On Wednesday, Chicago Federation of Labor President Bob Reiter quickly took to Twitter to rebut Emanuel’s call to change the state constitution.

“No unions under the umbrella of the Chicago Federation of Labor have ever agreed to amend the Constitution to alter the property rights that retirees have in their pensions,” wrote Reiter, who leads the umbrella group comprising 300 unions and half a million members.

“I think taking away someone’s property right in their pension is a hard stop.”

Meanwhile, using revenue from a Chicago-based casino is an old plan Emanuel had suggested before his second term in office. But it’s fallen short of winning the necessary approval from Springfield lawmakers.

On Wednesday, Emanuel announced he’s working with State Rep. Bob Rita, a Blue Island Democrat, to push a Chicago casino bill for approval in Springfield next month.

Emanuel also suggested legalizing recreational pot, though he said he believes that could come with some “social costs.” Approval to tax and legalize weed would also fall to state lawmakers and the governor.

Incoming Democratic Gov.-elect JB Pritzker supports legalized pot. But he’s been non-committal about the future of a city-run casino, telling WBEZ earlier this year only that he’s “open to new revenue sources like expanding gambling in Illinois.”

The one concrete step Emanuel took Wednesday was to introduce an ordinance into the City Council that would create a legal entity that could borrow money to pay for down pensions in the future. But the mayor’s office has said it will not push to approve the actual $10 billion pension borrowing plan he’s previously called for, saying that would be left to the next mayor.

Revenue from a casino and marijuana would take years to come in, but the potentially risky borrowing plan would offer immediate relief. The mayor took on that criticism, cautioning that any pension fix that exclusively raises taxes and fees will just run people and businesses out of Chicago.

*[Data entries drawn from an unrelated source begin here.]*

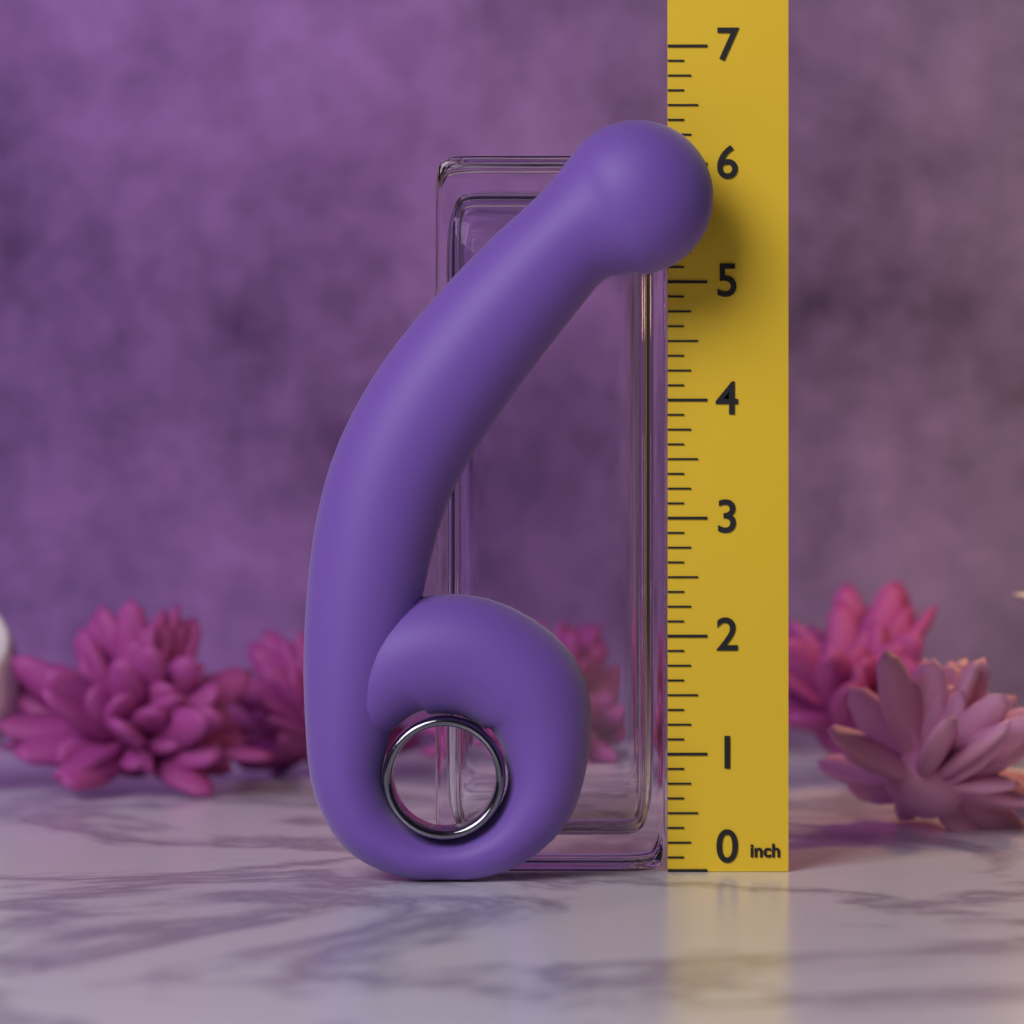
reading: 6.300 in
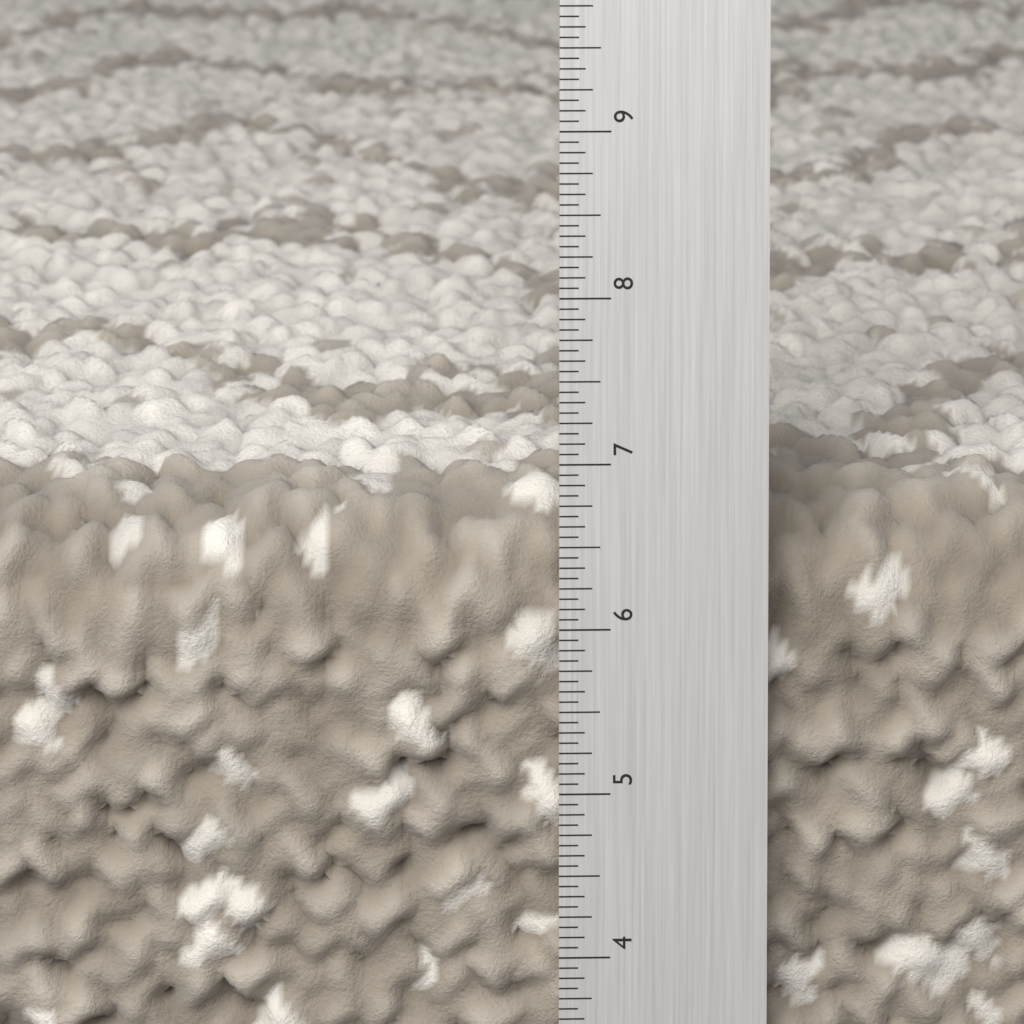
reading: 6.6875 in
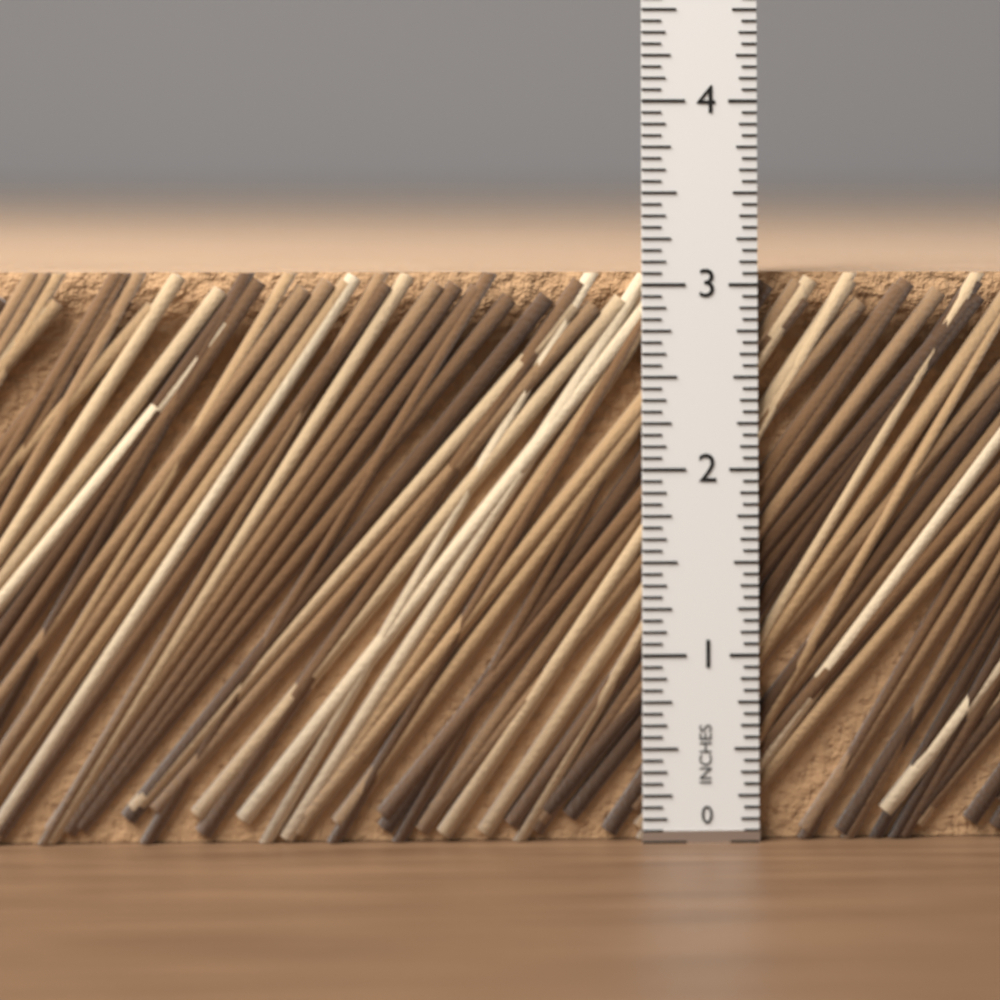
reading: 3.0625 in
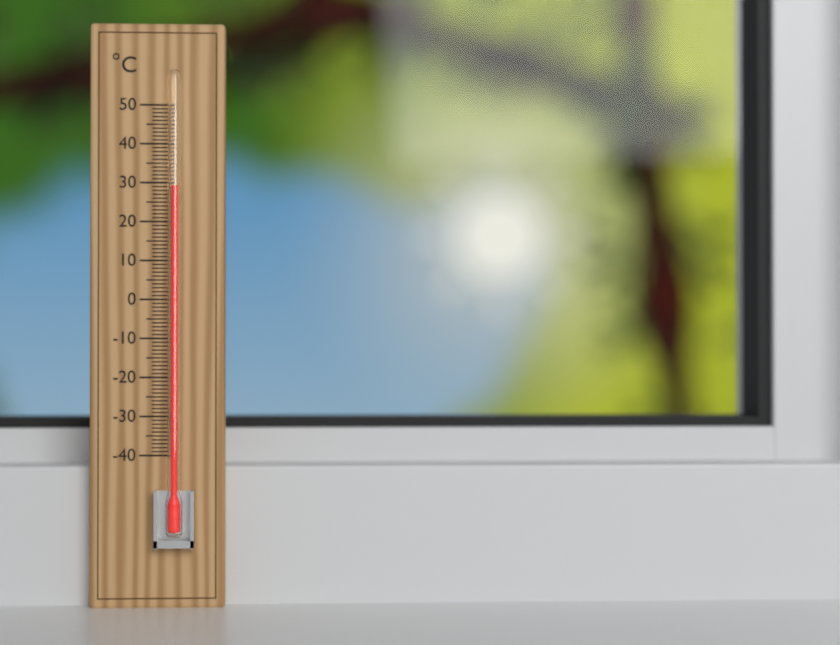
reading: 29 °C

“I know this plan has risk,” Emanuel told the City Council. “The truth is, there is risk in every choice, and there is risk if you do nothing. The question is before all of us - and I don’t mean just here, throughout the whole city - the question is, which calculated risk is worth taking for the benefit gained?”

A pension problem that’s only growing

Chicago’s state-mandated payments to its workers’ retirement funds are set to more than double over the next five years, from just over $1 billion this year to $2.1 billion in 2023. And the next mayor will be tasked with finding solutions palatable to a tax-weary public.

In 2015, the City Council approved a phased-in, $544 million property tax hike to cover police and fire pensions. In 2017, the city council approved a five-year tax increase on homeowners’ water and sewer bills to help pay for pensions. And earlier this year, the city boosted the 911 emergency surcharge to $5 in order to free up more pension money.

Despite the fiscal pain, revenue from those tax and fee hikes still won’t be enough for Chicago to keep up with its pension payments.

That’s because the city’s pension payment schedules are are governed by the state’s pension code. It sets a specific timeline when the city will need to start making annual payments to get the funded ratio to 90%, which pension experts generally consider to be fully funded. For the police and fire funds, the clock starts in 2021 and ends in 2056. The labor and municipal funds will need to hit that ratio by 2059.

“These contributions must be made,” Emanuel said. “There’s no ifs, ands or buts about it. It’s not my opinion. That is the law.”

Chicago’s pension crisis has been decades in the making. Until recently, the city used an arbitrary equation to determine the city of Chicago’s share of the bill each year. But that so-called “multiplier” bore no relationship to the actual cost of paying out pensions, and over the years, the health of Chicago’s pension funds deteriorated.